Governance
How the registry is run, and the policies that govern submissions, moderation, and lifecycle. All policies are versioned in the public repository; changes are announced 14 days in advance.
How Agentarium is governed
Agentarium is a registry of scientific agents hosted by the University of Alabama in Huntsville (UAH) as community infrastructure. This page is the short, plain-language explanation. The linked policies are the long form.
What the registry verifies — and what it doesn't
The registry verifies format (does this submission have all the structured fields it needs?) and topic (is this actually a scientific agent in a recognized domain?). The registry does not verify scientific correctness, the accuracy of the author's claims, or the reliability of the tool endpoints the agent depends on.
Every author-stated field — intended use, known failures, validation metrics, guardrails — is shown to readers labeled as author-stated. You should judge it the way you'd judge a preprint: structured enough to read, but not peer-reviewed.
Who decides what
| Decision | Who decides |
|---|---|
| Does this submission conform to the schema? | Automated conformance gate |
| Is this submission on-topic? | Automated check; humans decide borderline cases |
| Can a first-time author publish? | One moderator endorses them (arXiv-style) |
| Is a tool's endpoint safe to register? | Human review for local-action tools; automated reachability for remote-query |
| Is a flag valid? | Moderator review within 7 days |
| Should an agent be withdrawn? | Author can always withdraw their own; moderators can force-withdraw with cause |
| Who can be a moderator? | Nominated by existing moderators, two-mod approval, conflicts disclosed |
Trust tiers
| Tier | Who | What they can do |
|---|---|---|
| 0 | Anyone | Browse, search, cite |
| 1 | ORCID-verified | Draft submissions |
| 2 | Endorsed author | Publish agents and tools; auto-approved when the gate passes |
| 3 | Moderator | Approve endorsements, review flags, process withdrawals |
| 4 | UAH admin | Full override, manages the moderator pool |
Service-level commitments
| Action | Target turnaround |
|---|---|
| First-time author endorsement | 72 hours |
| New tool registration review | 72 hours |
| Flag review | 7 days |
| Withdrawal processing | 24 hours |
How decay is handled
Tools break. Models go out of date. Authors move on. Agentarium tries to be honest about this rather than pretending it doesn't happen:
- A registered tool is pinged every 6 hours. After ~48 hours of failures, the tool is marked unreachable, and agents that depend on it flip to degraded with a public banner.
- Agents whose tested-on model is 4+ generations old are marked stale.
- Agents broken for 30+ days move from degraded to stale; at 90 days, a moderator reviews for forced withdrawal.
Withdrawn agents stay citable. The page resolves with a clear withdrawal notice and the reason. This matches academic norms for withdrawn preprints.
How to push back
- A submission was wrongly rejected: appeal in-app. The appeal auto-routes to a different moderator.

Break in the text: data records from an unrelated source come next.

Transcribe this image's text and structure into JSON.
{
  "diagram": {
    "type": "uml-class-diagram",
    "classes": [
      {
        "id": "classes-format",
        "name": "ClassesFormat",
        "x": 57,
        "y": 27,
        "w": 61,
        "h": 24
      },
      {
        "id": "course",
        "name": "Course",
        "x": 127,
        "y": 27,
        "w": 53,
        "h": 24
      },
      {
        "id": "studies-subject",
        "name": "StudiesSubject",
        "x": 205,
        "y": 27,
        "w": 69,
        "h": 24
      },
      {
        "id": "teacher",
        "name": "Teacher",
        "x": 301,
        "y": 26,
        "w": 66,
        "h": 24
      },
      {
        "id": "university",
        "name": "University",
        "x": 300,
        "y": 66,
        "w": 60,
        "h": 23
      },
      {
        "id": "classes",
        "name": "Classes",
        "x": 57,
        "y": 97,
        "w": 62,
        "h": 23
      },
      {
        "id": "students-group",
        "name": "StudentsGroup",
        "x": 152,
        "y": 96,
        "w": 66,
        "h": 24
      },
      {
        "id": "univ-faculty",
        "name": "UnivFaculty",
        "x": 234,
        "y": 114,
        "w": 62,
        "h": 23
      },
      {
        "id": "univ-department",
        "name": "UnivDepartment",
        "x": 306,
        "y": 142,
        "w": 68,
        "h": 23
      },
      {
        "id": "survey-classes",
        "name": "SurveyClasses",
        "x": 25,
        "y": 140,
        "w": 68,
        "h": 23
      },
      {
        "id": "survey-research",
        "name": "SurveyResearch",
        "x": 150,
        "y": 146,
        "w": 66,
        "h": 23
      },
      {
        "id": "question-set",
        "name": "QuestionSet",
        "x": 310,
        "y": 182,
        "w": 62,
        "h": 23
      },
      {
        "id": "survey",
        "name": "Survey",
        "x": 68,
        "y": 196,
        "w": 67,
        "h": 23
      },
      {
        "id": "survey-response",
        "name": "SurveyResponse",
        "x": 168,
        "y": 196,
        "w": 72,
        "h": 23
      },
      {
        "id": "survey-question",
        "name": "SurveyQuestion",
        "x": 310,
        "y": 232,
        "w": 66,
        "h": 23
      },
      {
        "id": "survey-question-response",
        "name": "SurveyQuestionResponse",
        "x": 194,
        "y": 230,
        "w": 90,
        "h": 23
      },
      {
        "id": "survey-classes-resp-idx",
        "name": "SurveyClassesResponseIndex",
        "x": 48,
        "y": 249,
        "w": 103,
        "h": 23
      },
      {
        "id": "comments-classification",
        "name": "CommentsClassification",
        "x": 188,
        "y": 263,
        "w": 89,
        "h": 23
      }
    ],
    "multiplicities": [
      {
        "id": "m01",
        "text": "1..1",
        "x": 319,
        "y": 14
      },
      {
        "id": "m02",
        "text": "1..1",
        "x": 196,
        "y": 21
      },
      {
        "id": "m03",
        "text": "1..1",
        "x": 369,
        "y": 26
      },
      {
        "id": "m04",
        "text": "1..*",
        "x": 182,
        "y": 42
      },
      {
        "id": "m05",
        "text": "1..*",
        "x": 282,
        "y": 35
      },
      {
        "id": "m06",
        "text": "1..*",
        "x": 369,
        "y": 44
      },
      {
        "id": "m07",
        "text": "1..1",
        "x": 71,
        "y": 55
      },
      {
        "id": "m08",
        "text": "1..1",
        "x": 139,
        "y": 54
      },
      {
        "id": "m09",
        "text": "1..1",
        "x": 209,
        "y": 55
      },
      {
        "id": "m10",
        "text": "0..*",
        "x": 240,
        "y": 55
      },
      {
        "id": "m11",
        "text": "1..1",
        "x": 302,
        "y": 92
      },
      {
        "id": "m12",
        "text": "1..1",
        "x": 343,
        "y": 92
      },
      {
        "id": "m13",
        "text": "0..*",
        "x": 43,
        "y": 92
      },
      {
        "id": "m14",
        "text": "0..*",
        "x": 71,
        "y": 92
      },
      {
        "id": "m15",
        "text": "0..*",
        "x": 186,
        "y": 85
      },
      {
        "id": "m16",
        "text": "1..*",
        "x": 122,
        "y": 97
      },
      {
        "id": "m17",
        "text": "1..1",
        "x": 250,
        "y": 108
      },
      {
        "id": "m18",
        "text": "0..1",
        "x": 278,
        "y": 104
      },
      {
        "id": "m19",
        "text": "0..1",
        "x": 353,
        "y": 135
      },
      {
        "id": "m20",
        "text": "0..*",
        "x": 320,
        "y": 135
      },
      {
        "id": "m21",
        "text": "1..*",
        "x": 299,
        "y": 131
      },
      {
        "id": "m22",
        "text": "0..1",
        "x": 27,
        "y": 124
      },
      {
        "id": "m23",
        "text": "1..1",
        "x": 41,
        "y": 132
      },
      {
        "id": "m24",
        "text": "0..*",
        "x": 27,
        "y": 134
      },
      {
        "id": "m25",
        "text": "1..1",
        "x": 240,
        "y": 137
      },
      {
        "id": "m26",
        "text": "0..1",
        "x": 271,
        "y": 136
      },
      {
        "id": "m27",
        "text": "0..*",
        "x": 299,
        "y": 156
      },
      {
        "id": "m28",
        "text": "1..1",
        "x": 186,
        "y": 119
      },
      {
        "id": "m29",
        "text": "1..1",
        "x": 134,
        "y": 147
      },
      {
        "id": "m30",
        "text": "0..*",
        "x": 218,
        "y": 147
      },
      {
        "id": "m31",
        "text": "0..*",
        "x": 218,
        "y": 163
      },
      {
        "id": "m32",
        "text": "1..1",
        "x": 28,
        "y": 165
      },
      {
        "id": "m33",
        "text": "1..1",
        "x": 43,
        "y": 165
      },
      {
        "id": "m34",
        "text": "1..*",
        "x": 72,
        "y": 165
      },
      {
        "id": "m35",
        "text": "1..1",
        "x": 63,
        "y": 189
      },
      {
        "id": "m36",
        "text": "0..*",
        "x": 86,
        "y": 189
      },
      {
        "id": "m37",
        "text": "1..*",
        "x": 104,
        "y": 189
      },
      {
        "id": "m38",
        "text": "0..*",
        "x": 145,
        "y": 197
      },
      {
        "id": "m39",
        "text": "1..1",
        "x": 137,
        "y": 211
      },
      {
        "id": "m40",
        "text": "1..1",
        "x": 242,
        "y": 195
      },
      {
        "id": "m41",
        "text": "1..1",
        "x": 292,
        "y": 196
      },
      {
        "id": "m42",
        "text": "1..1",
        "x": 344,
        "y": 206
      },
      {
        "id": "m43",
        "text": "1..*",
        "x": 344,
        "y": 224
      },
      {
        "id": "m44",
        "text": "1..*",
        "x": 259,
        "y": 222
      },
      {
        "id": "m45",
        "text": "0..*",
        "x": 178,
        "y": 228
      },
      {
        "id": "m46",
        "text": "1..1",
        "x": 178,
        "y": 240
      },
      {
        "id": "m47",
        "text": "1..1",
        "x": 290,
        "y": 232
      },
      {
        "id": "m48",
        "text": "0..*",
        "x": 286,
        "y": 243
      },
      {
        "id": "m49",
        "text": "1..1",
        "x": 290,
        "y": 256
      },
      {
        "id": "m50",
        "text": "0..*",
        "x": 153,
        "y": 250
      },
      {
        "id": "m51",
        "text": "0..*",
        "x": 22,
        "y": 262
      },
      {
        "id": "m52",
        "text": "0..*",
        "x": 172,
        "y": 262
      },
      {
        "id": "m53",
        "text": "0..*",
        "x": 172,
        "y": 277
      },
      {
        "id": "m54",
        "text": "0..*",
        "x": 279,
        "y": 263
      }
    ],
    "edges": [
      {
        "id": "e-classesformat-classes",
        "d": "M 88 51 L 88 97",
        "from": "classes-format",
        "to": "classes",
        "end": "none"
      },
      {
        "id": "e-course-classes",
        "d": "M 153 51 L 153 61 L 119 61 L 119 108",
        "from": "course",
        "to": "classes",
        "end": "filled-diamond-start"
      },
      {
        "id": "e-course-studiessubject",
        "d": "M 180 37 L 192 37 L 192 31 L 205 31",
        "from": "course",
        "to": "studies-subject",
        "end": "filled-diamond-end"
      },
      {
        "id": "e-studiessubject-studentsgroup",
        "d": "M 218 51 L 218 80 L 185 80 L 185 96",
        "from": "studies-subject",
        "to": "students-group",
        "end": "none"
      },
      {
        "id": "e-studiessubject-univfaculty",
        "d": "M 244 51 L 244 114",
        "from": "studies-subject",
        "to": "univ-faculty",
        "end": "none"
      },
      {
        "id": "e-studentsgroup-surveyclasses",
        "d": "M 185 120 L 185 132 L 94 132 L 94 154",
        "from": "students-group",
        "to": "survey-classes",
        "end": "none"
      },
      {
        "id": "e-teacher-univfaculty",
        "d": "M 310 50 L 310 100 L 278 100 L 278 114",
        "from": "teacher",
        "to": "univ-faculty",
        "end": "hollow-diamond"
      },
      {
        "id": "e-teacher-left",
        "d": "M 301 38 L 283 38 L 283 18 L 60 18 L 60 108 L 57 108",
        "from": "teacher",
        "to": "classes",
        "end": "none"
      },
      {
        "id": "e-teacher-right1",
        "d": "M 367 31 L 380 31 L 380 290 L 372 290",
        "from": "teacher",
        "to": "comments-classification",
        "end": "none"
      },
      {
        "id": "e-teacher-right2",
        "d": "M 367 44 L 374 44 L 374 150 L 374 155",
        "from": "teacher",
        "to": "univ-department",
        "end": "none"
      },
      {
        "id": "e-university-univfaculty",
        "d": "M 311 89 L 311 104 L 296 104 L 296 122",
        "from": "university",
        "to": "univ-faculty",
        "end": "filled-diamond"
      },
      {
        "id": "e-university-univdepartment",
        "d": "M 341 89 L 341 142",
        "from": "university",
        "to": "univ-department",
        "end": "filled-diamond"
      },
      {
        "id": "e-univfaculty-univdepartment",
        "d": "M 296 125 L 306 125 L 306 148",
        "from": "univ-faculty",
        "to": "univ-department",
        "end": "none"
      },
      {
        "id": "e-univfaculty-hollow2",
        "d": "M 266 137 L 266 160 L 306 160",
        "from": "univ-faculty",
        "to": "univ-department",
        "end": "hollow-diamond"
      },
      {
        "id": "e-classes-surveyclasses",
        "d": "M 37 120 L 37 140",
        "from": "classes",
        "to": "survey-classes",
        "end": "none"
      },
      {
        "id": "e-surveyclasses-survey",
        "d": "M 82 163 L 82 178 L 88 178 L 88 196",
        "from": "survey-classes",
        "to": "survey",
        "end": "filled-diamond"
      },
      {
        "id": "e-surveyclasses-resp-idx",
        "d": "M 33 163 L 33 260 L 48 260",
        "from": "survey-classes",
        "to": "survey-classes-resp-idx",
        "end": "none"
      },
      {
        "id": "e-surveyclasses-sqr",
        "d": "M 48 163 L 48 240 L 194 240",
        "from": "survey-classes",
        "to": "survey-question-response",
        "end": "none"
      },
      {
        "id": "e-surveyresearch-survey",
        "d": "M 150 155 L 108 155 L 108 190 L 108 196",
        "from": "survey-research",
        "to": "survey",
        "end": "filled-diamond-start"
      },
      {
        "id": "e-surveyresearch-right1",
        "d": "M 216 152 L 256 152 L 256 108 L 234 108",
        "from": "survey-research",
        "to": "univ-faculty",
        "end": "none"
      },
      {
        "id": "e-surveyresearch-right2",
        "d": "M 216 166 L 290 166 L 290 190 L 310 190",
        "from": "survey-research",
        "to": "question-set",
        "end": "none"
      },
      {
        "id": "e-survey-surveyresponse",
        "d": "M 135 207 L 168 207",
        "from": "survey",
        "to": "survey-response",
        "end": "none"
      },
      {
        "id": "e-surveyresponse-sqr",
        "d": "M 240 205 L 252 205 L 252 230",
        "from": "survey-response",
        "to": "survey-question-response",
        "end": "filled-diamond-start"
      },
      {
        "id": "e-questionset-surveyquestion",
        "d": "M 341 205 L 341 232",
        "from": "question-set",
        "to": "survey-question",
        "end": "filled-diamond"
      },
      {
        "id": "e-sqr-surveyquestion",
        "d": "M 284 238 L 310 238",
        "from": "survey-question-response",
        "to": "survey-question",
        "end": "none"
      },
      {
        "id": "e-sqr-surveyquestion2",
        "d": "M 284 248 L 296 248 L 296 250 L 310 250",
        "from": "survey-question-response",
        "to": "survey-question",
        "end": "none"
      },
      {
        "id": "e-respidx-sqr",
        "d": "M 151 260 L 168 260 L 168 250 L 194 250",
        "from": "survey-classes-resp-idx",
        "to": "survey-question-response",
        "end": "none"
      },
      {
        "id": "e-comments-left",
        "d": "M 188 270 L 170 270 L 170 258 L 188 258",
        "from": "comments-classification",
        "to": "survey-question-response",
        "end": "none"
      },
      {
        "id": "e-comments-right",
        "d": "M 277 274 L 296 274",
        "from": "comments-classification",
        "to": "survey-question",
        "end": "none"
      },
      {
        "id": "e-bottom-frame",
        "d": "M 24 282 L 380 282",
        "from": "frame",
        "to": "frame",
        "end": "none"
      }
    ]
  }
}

- A flag against your agent is wrong: respond in the moderation thread.
- A moderator misbehaved: contact UAH admins at the contact address in
/about. - Something in the schema is broken: open an issue on the registry repository.
The policies in detail
- Code of Conduct — community and moderator behavior.
- Endorsement Policy — what endorsers are vouching for, how to be endorsed.
- Moderation Policy — auto-approval matrix, SLAs, appeals.
- Withdrawal Policy — voluntary and forced withdrawal.
- Lifecycle Policy — broken-tool grace periods, model-staleness rules.
- Conflict of Interest — recusal rules for moderators.
- Moderator Handbook — the internal playbook, public for transparency.
Changes to these policies
Policy changes are proposed via pull request to the registry repository, reviewed by the moderator pool, and accepted by simple majority. Material changes are announced 14 days in advance.